In explaining how incidental powers could be implied under the Necessary & Proper Clause, Marshall made two important distinctions in his “Friend” essays.  First, he was careful to distinguish between what he called a “direct” means for executing an enumerated power and incidental powers that help perfect the use of the enumerated power.  A direct means would be a statute that, for example, executed the Tax Power by actually laying and collecting taxes, or that executed the Postal Power by establishing post offices and post roads.  An incidental power would be a second statute that supported or perfected the first statute by criminalizing tax evasion or mail fraud.

Second, Marshall differentiated between the ultimate goals or “objects” of the Constitution and the powers (both enumerated and incidental) granted by the Constitution to achieve those goals.  In his initial “Friend of the Constitution” essay, Marshall identified the “objects” of the Constitution, not as the enumerated powers themselves, but as the grand purposes set forth in the Preamble: “to form a more perfect union, establish justice, ensure domestic tranquility, provide for the common defense, promote the general welfare, and secure the blessings of liberty to themselves and their prosperity.”

The point of enumerating specific powers was to set forth those principal powers that the Framers believed would be collectively sufficient to achieve any of the “objects” in the Preamble.  The point of the Necessary & Proper Clause was to ensure that those (express) principal powers could be executed by whatever (implied) incidental powers might be needed to supplement and perfect the direct means for executing the principal powers –  assuming that the incidental powers themselves did not result in a violation of the Constitution or a pretext for violating the Constitution.

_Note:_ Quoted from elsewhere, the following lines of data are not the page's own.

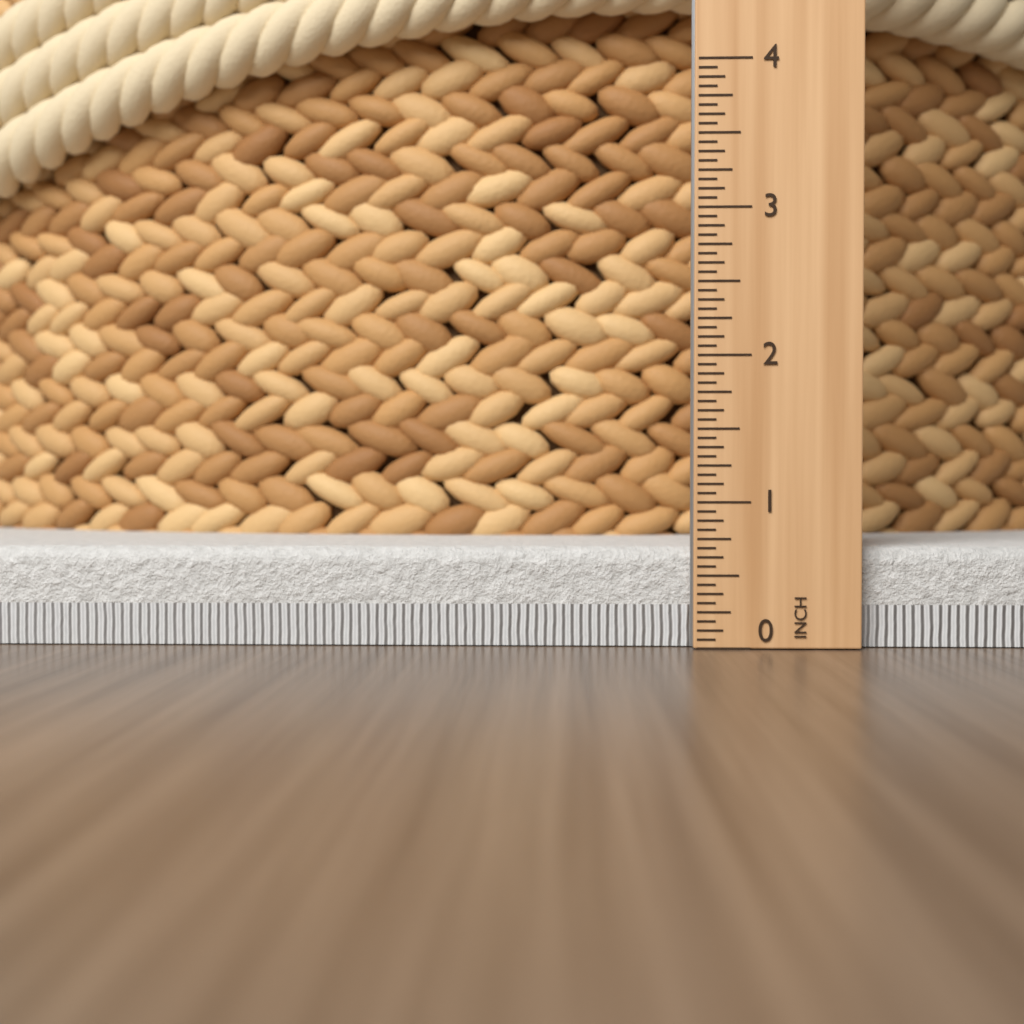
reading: 0.6875 in
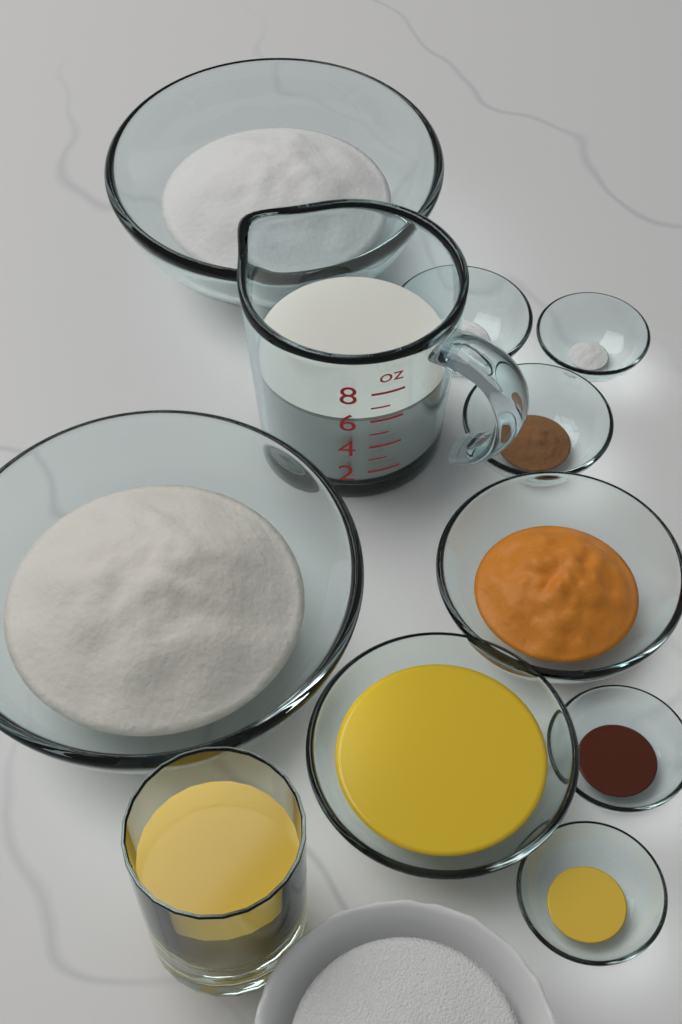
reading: 6 oz
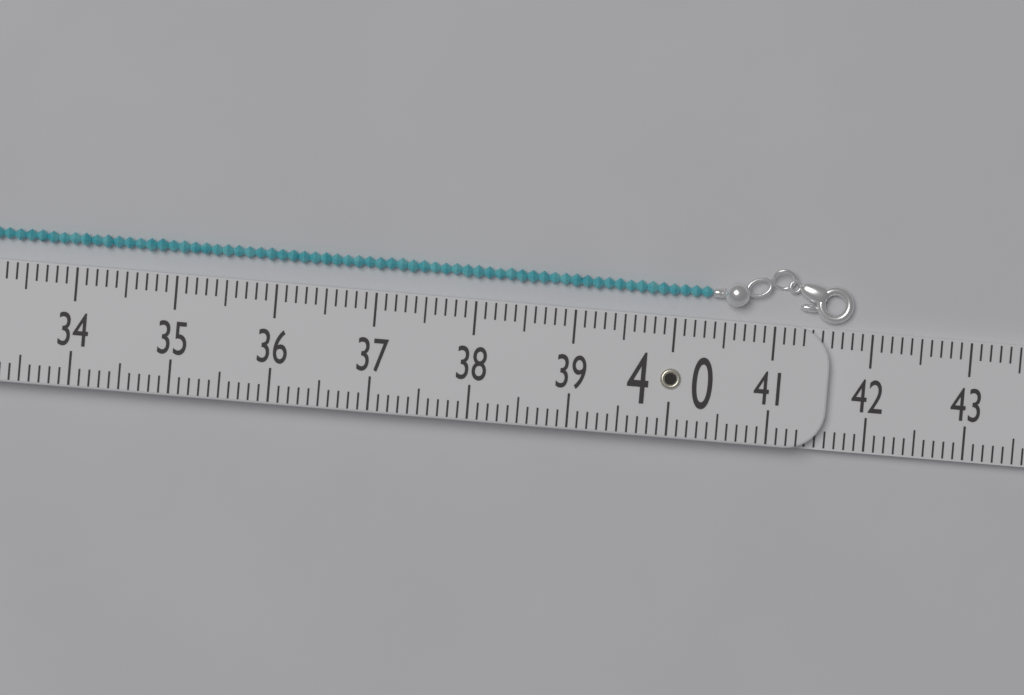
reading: 41.8 (no unit)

If the enumerated principal powers were not enough to achieve one of the Preamble’s goals, either because they were insufficient in themselves, or because the only available incidental powers were improper or pre-textual, then Congress has only one choice: formally add another enumerated power under the Article V amendment process, not add a principal power under the guise of an implied incidental power.

In terms of Obamacare, a direct means of executing the Commerce Power would be a statute that actually regulated interstate commerce by requiring health insurance policies sold across state lines to contain “guaranteed issue” and “community rating” provisions.  An incidental power would be a criminal or civil sanction against any insurer that failed or refused to comply with this requirement.  In the next post, I will examine how the actual Obamacare statute fares under the doctrine of incidental powers and Marshall’s insistence on distinguishing direct means v. incidental powers, on the one hand, and objects v. powers, on the other.